Hmmm. This need to make sense of our world…to find meaning…I think, is part of what is giving rise to the popularity of radical religious fundamentalism in the world today. Simple. Just pick up the Bible or the Koran. The “connections” are all there…or at least the ones some of us are looking for. Or we could read the comics. Or…

But this all assumes we have the the money and the “luxury” of taking time out from putting food on the table. In other words, how do we access relevent information and when do we think about it? And what if we don’t have the language and education to understand the terms. And what if you are a Trique, or Mixtec indigenous living in the mountains of Oaxaca and all you know is that your land is being taken away?

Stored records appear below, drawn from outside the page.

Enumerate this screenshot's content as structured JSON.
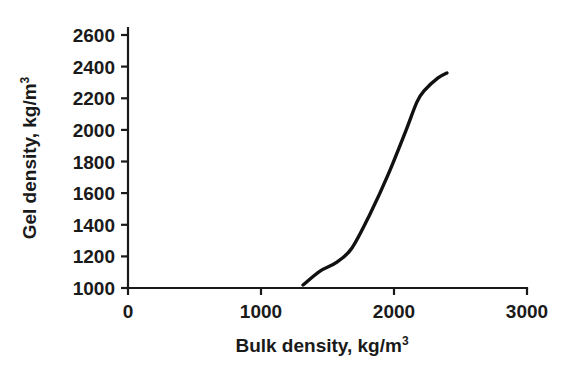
{
  "figure": {
    "background_color": "#ffffff",
    "line_color": "#111111",
    "axis_color": "#1a1a1a"
  },
  "chart_data": {
    "type": "line",
    "title": "",
    "subtitle": "",
    "xlabel_text": "Bulk density, kg/m",
    "xlabel_sup": "3",
    "ylabel_text": "Gel density, kg/m",
    "ylabel_sup": "3",
    "xlim": [
      0,
      3000
    ],
    "ylim": [
      1000,
      2600
    ],
    "xticks": [
      0,
      1000,
      2000,
      3000
    ],
    "xtick_labels": [
      "0",
      "1000",
      "2000",
      "3000"
    ],
    "yticks": [
      1000,
      1200,
      1400,
      1600,
      1800,
      2000,
      2200,
      2400,
      2600
    ],
    "ytick_labels": [
      "1000",
      "1200",
      "1400",
      "1600",
      "1800",
      "2000",
      "2200",
      "2400",
      "2600"
    ],
    "grid": false,
    "legend": null,
    "legend_position": "none",
    "annotations": [],
    "series": [
      {
        "name": "gel density vs bulk density",
        "color": "#111111",
        "x": [
          1316,
          1444,
          1571,
          1684,
          1820,
          1955,
          2083,
          2173,
          2233,
          2331,
          2398
        ],
        "y": [
          1019,
          1107,
          1164,
          1253,
          1468,
          1715,
          1981,
          2177,
          2253,
          2329,
          2360
        ]
      }
    ]
  }
}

Atenco Foreshadowed Oaxaca

A brutal repression and massacre of resistors by federal and state police in the small city of Atenco, 15 miles south of Mexico City, in May of 2006, foreshadowed the repression that was to follow June through November 2006 in Oaxaca. Government forces were attempting to crack down on some flower vendors that they assumed were associated with activists demonstrating against government acquisition of communal land for an airport. A “>video on YouTube is the best (graphic) depiction and explanation by analysts and historians that I have seen so far…with English subtitles…of the machinations the government has historically used in Mexico:

A Mexican-American friend who was a student in 1968 in Guadalajara, told me that when students were demonstrating in the soccer stadium in Mexico City , police snipers killed some soldiers to make it look like the students had done the shooting. Immediately, police opened fire on the students…killing hundreds.

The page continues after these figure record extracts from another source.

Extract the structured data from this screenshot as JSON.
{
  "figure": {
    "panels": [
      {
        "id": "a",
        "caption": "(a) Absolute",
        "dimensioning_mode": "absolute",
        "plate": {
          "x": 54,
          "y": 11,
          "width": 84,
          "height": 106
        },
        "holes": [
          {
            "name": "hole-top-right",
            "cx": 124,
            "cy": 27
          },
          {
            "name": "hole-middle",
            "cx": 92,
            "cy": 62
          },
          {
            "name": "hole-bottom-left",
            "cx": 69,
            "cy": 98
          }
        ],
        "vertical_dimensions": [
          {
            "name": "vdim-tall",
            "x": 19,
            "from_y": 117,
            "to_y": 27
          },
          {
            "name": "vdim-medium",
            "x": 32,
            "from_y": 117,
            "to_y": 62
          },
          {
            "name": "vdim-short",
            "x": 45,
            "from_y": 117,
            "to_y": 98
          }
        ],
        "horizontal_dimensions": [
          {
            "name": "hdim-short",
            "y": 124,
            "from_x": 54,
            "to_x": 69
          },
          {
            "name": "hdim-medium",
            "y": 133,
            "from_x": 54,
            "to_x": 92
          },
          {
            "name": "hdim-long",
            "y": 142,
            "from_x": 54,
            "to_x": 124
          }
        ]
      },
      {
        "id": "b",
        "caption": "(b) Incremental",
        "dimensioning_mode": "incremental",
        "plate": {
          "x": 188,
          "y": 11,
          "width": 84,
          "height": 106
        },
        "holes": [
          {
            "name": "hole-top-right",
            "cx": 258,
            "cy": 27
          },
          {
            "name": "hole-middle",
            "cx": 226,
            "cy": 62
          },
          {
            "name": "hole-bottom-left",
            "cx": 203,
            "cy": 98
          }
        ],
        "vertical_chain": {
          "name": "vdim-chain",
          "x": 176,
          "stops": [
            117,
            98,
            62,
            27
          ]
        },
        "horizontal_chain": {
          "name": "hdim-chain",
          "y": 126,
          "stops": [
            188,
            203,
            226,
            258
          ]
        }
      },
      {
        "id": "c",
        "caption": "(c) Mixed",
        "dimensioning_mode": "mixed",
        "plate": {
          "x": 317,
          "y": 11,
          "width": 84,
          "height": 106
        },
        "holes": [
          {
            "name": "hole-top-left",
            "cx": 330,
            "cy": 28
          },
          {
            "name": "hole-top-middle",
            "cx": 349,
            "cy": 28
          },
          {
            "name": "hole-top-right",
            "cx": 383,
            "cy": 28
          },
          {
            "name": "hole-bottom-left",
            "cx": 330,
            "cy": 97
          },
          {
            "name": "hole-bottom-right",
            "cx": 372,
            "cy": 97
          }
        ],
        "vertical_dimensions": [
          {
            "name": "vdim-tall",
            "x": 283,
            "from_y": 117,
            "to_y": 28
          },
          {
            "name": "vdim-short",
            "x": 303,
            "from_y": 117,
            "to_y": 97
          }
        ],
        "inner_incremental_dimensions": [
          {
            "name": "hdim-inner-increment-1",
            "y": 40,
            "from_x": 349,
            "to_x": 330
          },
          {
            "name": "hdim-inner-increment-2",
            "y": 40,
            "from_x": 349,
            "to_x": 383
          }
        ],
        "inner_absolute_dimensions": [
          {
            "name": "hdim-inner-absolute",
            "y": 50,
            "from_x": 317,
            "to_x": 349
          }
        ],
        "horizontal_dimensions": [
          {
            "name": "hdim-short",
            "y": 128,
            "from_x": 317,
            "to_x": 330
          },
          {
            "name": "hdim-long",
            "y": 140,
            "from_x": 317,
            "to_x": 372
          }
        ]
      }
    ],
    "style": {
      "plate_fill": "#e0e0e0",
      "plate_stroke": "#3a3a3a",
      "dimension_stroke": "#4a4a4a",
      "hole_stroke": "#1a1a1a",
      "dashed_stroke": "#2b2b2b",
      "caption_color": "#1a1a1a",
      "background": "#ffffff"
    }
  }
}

In July 1975 the army evicted squatters from a section of Oaxaca City, herded them into buses and imprisoned them overnight while what remained behind was burned. According to Murphy and Stepick in Social Inequality in Oaxaca…a History of Resistance and Change 1991 “the state director of the federal public works agency masterminded the invasion in order to increase his political power by recruiting support among the urban masses (against the demands of the poor). The director’s plan had been to convince the owner of a large tract of land to relinquish a portion of it in exchange for the introduction of streets and water on the remainder of his extensive holdings. The agency’s director used university students with ties to the Communist Youth Party as intermediaries to implement the plan.”

Sounds familiar. A plan sure of alienating the middle class from the dissenters.

Seeing Red Over Mao in Alhambra

Values in China today are only carried forward by the culture largely as a result of the destruction of ethical and civic standards wrought by Mao during the Cultural Revolution. In other words, in my experience, there is generally no honor given in China today for verbal or written contracts and the visitor will find him or herself at the mercy of Chinese pragmatism.

In China today portraits of Mao are everywhere and due to the controlled press few Chinese know the truth of their own modern history. And I am horrified when I hear “Maoism” being bandied about…even here in Oaxaca Mexico!

To understand how this came about, to understand the ability of the Chinese to dupe Westerners and to understand the anger of the Chinese community in Alhambra over the hanging of Warhol-like images of Mao you can read the 1995 “Mao: The Unknown Story,” an 832-page biography of Mao written by the husband and wife team of historians, Jon Halliday and Jung Chang who herself was a Red Guard during the Revolution. It depicts Mao Zedong, the former paramount leader of China and Chairman of the Communist Party of China, as being responsible for mass murder (upwards of 30-70 million people) on a scale greater than that committed under the rule of Adolf Hitler or Joseph Stalin.